In this seventh part of a ten-part series on the security features of Oracle Database XE, you'll learn how to use object privileges, table privileges, and more. This article is excerpted from chapter 31 of the book Beginning PHP and Oracle: From Novice to Professional, written by W. Jason Gilmore and Bob Bryla (Apress; ISBN: 1590597702).
In contrast to a system privilege, an object privilege is a right to perform a particular type of action on a specific object, such as a table or a sequence that is not in the user’s own schema. As with system privileges, you use the GRANT and REVOKE commands to grant and revoke privileges on objects. Also with system privileges, you can grant object privileges to PUBLIC, and users with object privileges may pass them on to others by granting them with theWITH GRANT OPTIONclause.
A user with objects in his own schema automatically has all object privileges on those objects and can grant any object privilege on these objects to any user or another role, with or without theWITH GRANT OPTIONclause.
Table 31-8 shows the object privileges available for different types of objects; some privileges are only applicable to certain types of objects. For example, theINSERTprivilege only makes sense with tables, views, and materialized views; theEXECUTEprivilege, on the other hand, is applicable to functions, procedures, and packages, but not tables.
Table 31-8. Object Privileges
Object Privilege
Capability
ALTER
Can alter a table or sequence definition.
DELETE
Can delete rows from a table, view, or materialized view.
EXECUTE
Can execute a function or procedure, with or without a package.
DEBUG
Can allow access to PL/SQL code in triggers defined on a table, or SQL statements that reference a table. For object types, this privilege allows access to all public and private variables, methods, and types defined on the object type.
FLASHBACK
Can allow flashback queries on tables, views, and materialized views using retained undo information
INDEX
Can create an index on a table.
INSERT
Can insert rows into a table, view, or materialized view.
ON COMMIT REFRESH
Can create a refresh-on-commit materialized view based on a table.
QUERY REWRITE
Can create a materialized view that can be used by Oracle to rewrite a query based on a table.
READ
Can read the contents of an operating system directory using an Oracle DIRECTORYdefinition.
REFERENCES
Can create a foreign key constraint that references another table’s primary key or unique key.
SELECT
Can read rows from a table, view, or materialized view, in addition to reading current or next values from a sequence.
UNDER
Can create a view based on an existing view.
UPDATE
Can update rows in a table, view, or materialized view.
WRITE
Can write information to an operating system directory using an Oracle DIRECTORYdefinition.
Some of these object privileges overlap with system privileges. For example, if you don’t have theFLASHBACKobject privilege on a table, you can still perform flashback queries if you have theFLASHBACK ANY TABLE system privilege.
In the following example, the DBA grantsKELLYCfull access to the tableHR.EMPLOYEES, but only allowsKELLYCto pass on theSELECTobject privilege to other users:
SQL> grant insert, update, delete on hr.employees to kellyc; Grant succeeded. SQL> grant select on hr.employees to kellyc with grant option; Grant succeeded.
Note that if theSELECT privilege on the tableHR.EMPLOYEESis revoked fromKELLYC, theSELECT privilege is also revoked from anyone she granted the privilege.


#### EXERCISE BRIEF
Give back all the data exactly as it was written.

#### Data items
:::

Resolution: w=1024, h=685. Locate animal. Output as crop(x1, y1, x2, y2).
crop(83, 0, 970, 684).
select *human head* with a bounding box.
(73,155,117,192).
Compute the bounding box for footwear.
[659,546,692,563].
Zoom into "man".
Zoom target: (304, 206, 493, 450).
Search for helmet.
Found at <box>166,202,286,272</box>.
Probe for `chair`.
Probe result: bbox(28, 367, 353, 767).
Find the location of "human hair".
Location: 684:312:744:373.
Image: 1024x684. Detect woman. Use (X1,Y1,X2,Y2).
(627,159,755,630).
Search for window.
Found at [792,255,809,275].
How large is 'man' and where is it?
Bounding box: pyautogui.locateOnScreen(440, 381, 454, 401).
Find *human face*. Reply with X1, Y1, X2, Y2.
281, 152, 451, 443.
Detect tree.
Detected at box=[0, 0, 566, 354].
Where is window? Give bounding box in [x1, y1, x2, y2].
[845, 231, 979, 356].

:::

#### WRITTEN ANSWER
Resolution: w=1024, h=685. Locate animal. Output as crop(x1, y1, x2, y2).
crop(83, 0, 970, 684).
select *human head* with a bounding box.
(73,155,117,192).
Compute the bounding box for footwear.
[659,546,692,563].
Zoom into "man".
Zoom target: (304, 206, 493, 450).
Search for helmet.
Found at <box>166,202,286,272</box>.
Probe for `chair`.
Probe result: bbox(28, 367, 353, 767).
Find the location of "human hair".
Location: 684:312:744:373.
Image: 1024x684. Detect woman. Use (X1,Y1,X2,Y2).
(627,159,755,630).
Search for window.
Found at [792,255,809,275].
How large is 'man' and where is it?
Bounding box: pyautogui.locateOnScreen(440, 381, 454, 401).
Find *human face*. Reply with X1, Y1, X2, Y2.
281, 152, 451, 443.
Detect tree.
Detected at box=[0, 0, 566, 354].
Where is window? Give bounding box in [x1, y1, x2, y2].
[845, 231, 979, 356].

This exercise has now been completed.